Flexible teaching at ETH Zurich
The traditional lecture may still be an integral part of everyday student life, but ETH Zurich’s flexible auditorium is paving the way for new forms of teaching.
From the outside, room HG E 41 looks just like any other seminar room. As of this semester, however, it has a new interior set-up specially designed to facilitate (inter)active and versatile forms of teaching.
The flexible auditorium is equipped with mobile fittings, so the tables and chairs can easily be moved around the room and conveniently arranged to form “islands” for group work. Sliding whiteboards and blackboards are available for presenting concepts visually, for example, or for working out mathematical formulae. Two mobile screens and a fixed projector enable several presentations to be given at once in various places around the room. Students can even project images onto one of the screens wirelessly, making it easier for groups to discuss their work together.
Back at the end of 2012, ETH Zurich decided to gather experience in providing MOOCs (Massive Open Online Courses) during a two-year trial period. MOOCs, which are now offered by many universities across the world, are designed to be accessible to a large number of participants worldwide. ETH has developed a slightly different concept known as TORQUEs (Tiny, Open-with-Restrictions courses focused on QUality and Effectiveness), which are primarily aimed at its own students and are therefore always related to a particular course of study at ETH Zurich.

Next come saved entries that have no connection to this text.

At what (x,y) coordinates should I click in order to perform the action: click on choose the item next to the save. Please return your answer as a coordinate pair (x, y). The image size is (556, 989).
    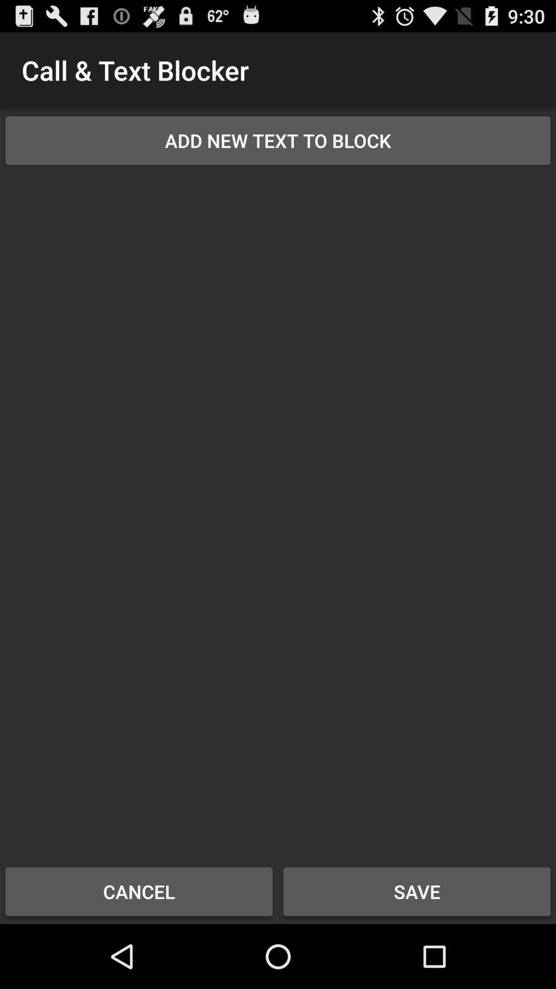
    Looking at the image, I should click on (139, 891).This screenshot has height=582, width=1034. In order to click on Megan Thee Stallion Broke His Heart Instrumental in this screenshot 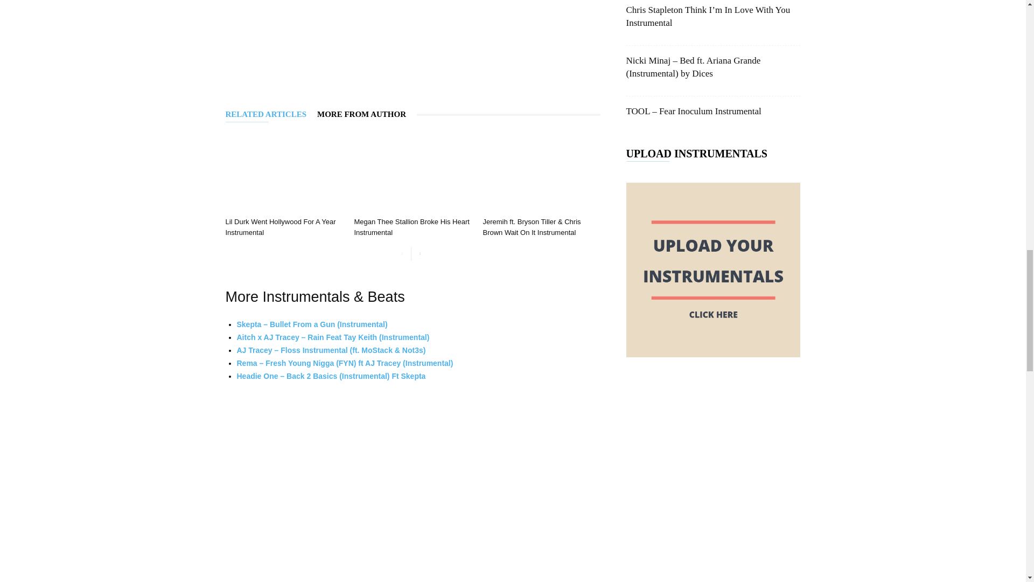, I will do `click(412, 226)`.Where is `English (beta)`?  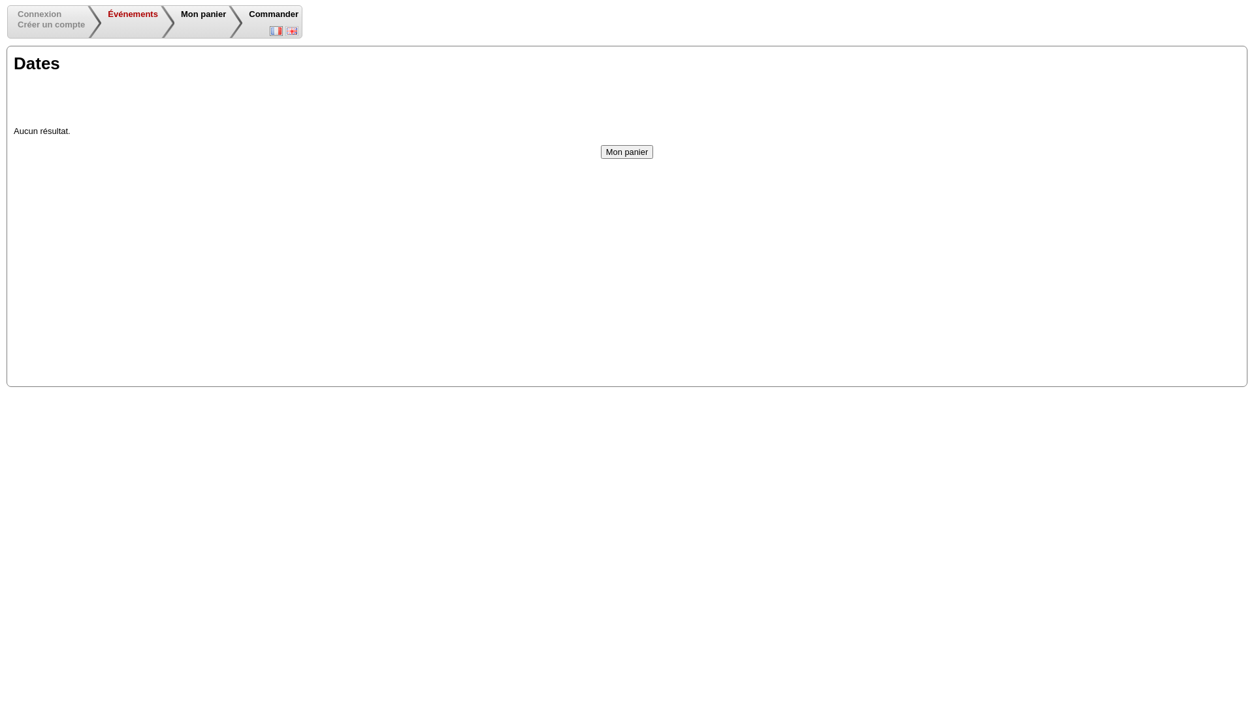 English (beta) is located at coordinates (292, 31).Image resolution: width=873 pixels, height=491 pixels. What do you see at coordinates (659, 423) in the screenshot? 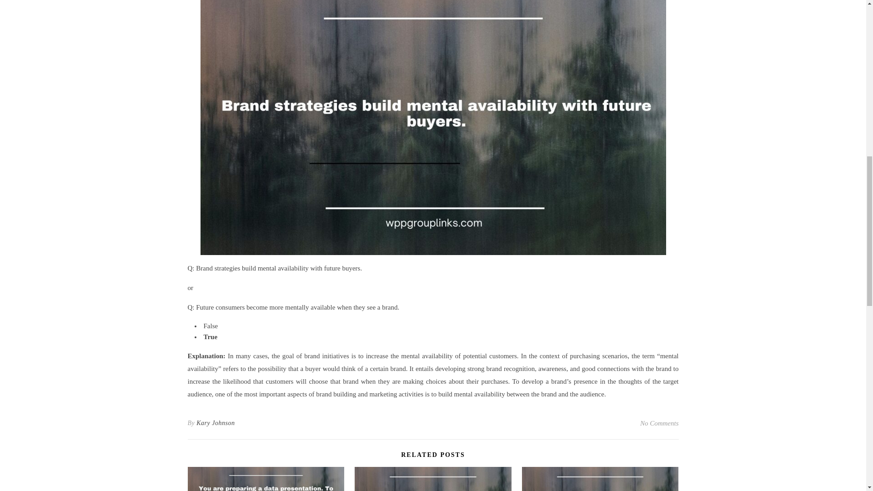
I see `No Comments` at bounding box center [659, 423].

Thanks to the flexible auditorium, the classroom-based parts of ETH’s TORQUEs can now be put into practice too. This can be done as a “flipped classroom” session, for example, in which the students start by working through the theoretical elements online before attending a classroom-based seminar with lecturers and assistants in which they apply, discuss or consolidate their knowledge of the key concepts.
International role models
In autumn 2013, a delegation of professors, staff members and students from ETH Zurich travelled to Stanford, California, to investigate new teaching concepts and learning infrastructures being used by Stanford University and draw inspiration from them to take back to Zurich.

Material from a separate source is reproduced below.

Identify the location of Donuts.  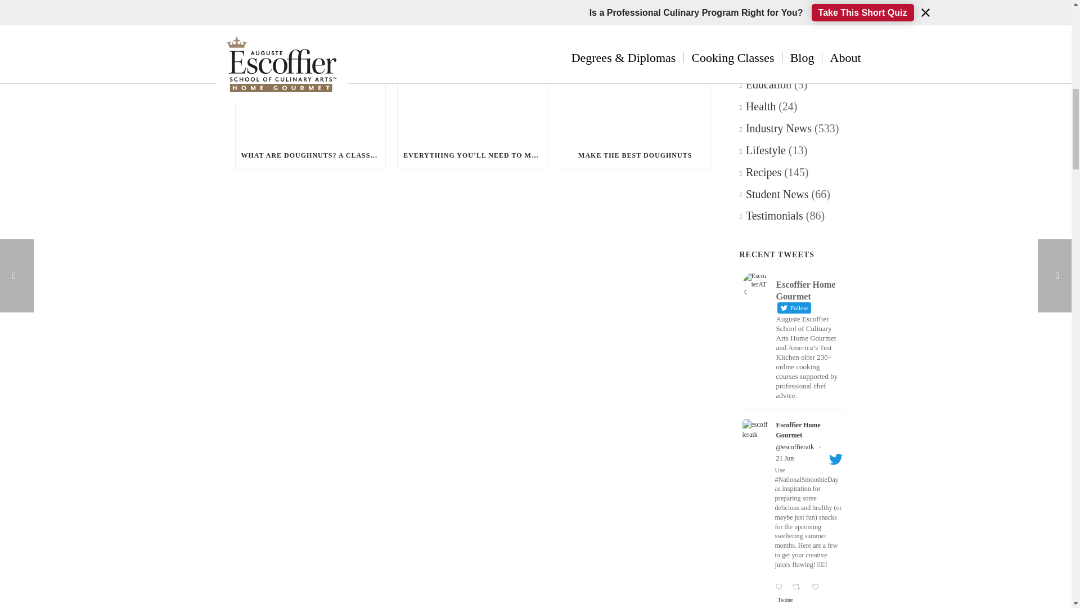
(253, 2).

Koni Osterwalder from the Educational Development and Technology (LET) staff highlights the room concepts used at Stanford’s Institute of Design (d.school) as one of the ideas the group particularly liked: “The d.school has flexible classrooms for group and project work, which create an ideal environment for focused interaction between the lecturer and the students.”
Special seminar rooms for interactive teaching have already been established at various other universities too – especially those on the eastern side of the USA – under the label “SCALE-UP” (Student-Centred Active Learning Environment with Upside-down Pedagogies).
Operating at half capacity
Koni Osterwalder believes that the flexible auditorium adds significant value to education: “Learning always requires an active and intensive engagement with the relevant content. This room enables courses to be taught in ways that encourage exactly this aspect of learning.”
So far the response to the new auditorium has been duly positive: the room is already being used to around 50 per cent of its capacity for lectures and seminars in the 2014 autumn semester. “And we haven’t even widely publicised it yet,” says Koni Osterwalder. Depending on the way the tables are arranged, the room can accommodate up to 50 people.
If the flexible auditorium proves as effective as expected, the obvious next step would be to think about setting up similar spaces in other buildings at ETH Zurich. “We know, for example, that the Physics department is interested in using rooms like this, so we need to provide one for physics on the H?nggerberg campus.”